[Stored items]
__________

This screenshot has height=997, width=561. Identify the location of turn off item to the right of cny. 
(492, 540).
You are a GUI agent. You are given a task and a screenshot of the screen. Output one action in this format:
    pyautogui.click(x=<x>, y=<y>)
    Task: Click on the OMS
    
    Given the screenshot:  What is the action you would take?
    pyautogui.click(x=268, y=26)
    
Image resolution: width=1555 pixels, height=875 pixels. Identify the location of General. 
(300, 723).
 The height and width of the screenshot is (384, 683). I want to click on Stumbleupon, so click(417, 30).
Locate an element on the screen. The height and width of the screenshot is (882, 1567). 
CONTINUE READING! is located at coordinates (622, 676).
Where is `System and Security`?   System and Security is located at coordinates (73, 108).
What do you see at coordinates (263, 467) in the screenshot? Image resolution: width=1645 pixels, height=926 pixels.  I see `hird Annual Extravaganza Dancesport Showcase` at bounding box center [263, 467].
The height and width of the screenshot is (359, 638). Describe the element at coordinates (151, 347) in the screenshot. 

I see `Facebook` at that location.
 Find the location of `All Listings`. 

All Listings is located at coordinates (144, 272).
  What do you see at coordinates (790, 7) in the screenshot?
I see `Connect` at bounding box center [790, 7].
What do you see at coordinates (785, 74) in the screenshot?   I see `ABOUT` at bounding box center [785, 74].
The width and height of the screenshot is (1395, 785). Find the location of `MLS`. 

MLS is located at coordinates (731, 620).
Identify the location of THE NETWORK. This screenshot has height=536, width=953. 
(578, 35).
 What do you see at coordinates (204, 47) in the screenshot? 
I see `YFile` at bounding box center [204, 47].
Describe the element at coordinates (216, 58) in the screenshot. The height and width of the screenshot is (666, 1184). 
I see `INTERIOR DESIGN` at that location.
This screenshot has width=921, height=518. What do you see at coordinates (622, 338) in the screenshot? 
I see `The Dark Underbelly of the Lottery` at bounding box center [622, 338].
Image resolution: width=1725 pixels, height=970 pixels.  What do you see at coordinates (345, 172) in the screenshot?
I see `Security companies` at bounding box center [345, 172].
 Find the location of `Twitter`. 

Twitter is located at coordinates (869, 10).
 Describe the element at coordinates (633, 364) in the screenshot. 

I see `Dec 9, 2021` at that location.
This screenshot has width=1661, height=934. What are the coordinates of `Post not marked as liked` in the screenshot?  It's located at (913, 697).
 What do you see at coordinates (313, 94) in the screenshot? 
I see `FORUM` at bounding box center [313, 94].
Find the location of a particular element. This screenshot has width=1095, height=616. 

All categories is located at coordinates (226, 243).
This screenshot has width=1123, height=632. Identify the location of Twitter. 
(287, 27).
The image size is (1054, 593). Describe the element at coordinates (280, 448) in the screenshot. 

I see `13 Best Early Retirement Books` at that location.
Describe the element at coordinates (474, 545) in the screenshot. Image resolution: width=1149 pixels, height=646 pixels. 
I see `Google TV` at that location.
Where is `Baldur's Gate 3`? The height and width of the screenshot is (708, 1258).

__________

Goal of the exercise: Which lines in the records above include the word "Where"? Copy them out.

Answer space:
Where is `System and Security`?   System and Security is located at coordinates (73, 108).
Where is `Baldur's Gate 3`? The height and width of the screenshot is (708, 1258).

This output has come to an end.